Children as young as TWO ‘ have mental health issues’
THOUSANDS of children as young as two are being diagnosed with mental health disorders, according to a landmark report.
One in 18 pre-schoolers are being treated for problems including ‘oppositional defiance disorder’, NHS mental health figures show.
While some traditional parents may scoff at such terms for conduct they would simply blame on ‘the terrible-twos’, experts insist the cases are at the extreme end of the behavioural spectrum. Controversial treatments include families going on parenting courses to help them handle their offspring.
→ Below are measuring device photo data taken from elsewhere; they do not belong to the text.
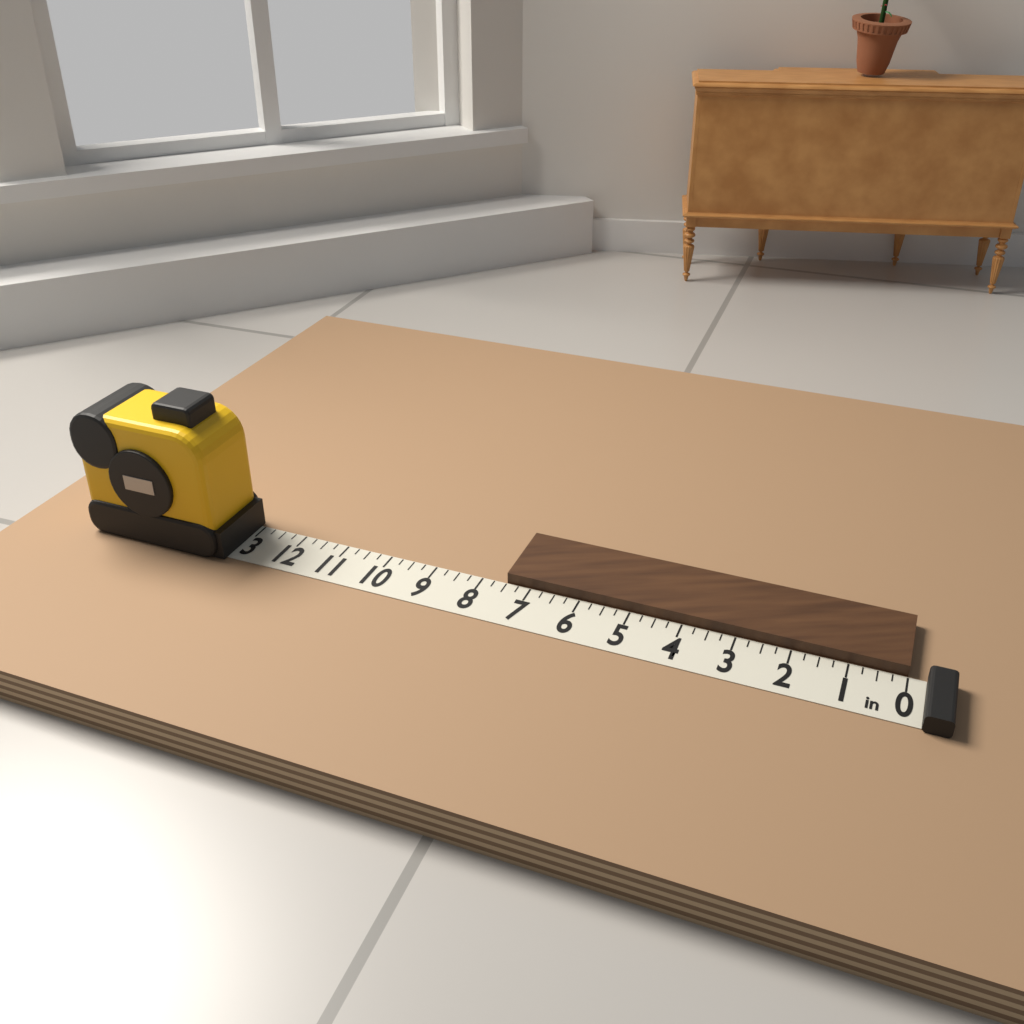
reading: 7.50 in
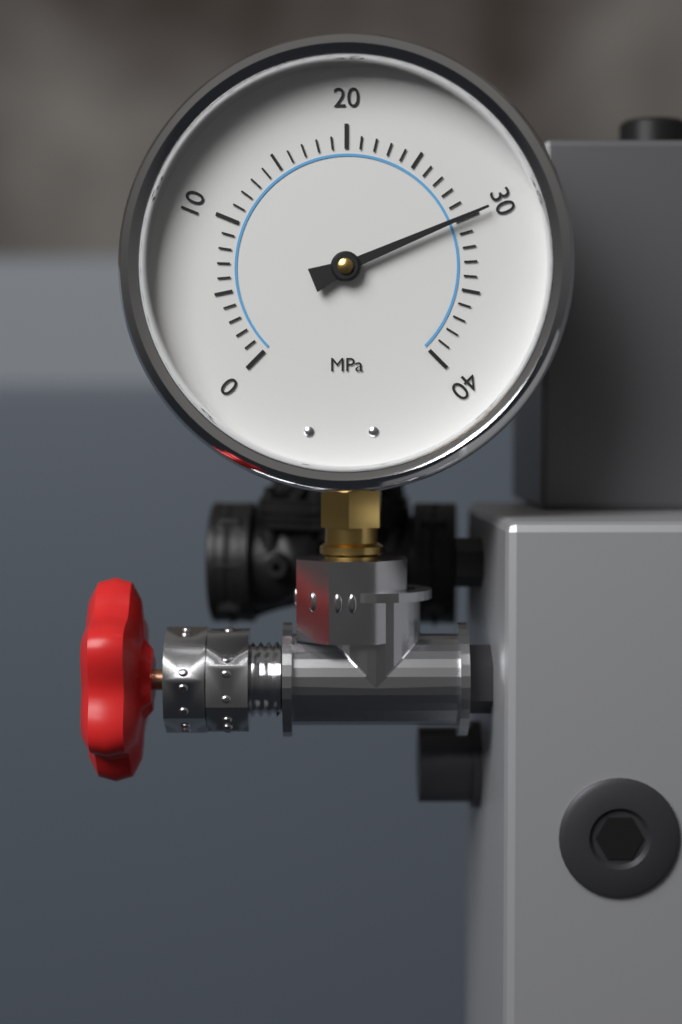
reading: 30 MPa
Without intervention, the toddlers – predominantly boys – would be at risk of more serious mental health conditions as adults, from depression to schizophrenia, psychiatrists said.
But critics said it ‘over-medicalised’ young children who are still in the early stages of development. Tamsin Ford, professor of child and adolescent psychiatry at the University of Exeter who was involved in the research, admitted diagnosing toddlers with mental health conditions was controversial.
But she said highlighting health issues was in the child’s long-term interest. For a child to be diagnosed, they must have demonstrated behavioural difficulties for at least six months, which are severe, persistent and impacting on family life.
She added: ‘We are not talking the terrible-twos here. There is a spectrum from the very placid to the very well behaved but this is the very sharp end of the tale and with these children, behaviour problems once they’ve set up do tend to persist.’ Today’s report on the mental health of children and young people in England is the first in more than a decade. The findings, based on a survey of 9,117 children, include those aged two to four and 17 to 19 for the first time.
It shows a worsening picture for young people’s welfare, with one in eight five- to 19-year-olds suffering a mental health disorder in 2017.
The rates of illness increased with age, affecting one in ten by the time they finished primary school, one in seven by 16 and one in six by age 20.
Teenage girls are particularly at risk, with almost a quarter diagnosed with a mental disorder, and a fifth with emotional problems resulting in half of those affected self-harming or attempting suicide.
But Julian Elliott, professor of education at Durham University, disagreed with the inclusion of very young children. ‘We are turning everything into a mental health problem,’ he said. ‘For many of these (oppositionally defiant) children they don’t have a mental disorder, it’s a question of conduct.’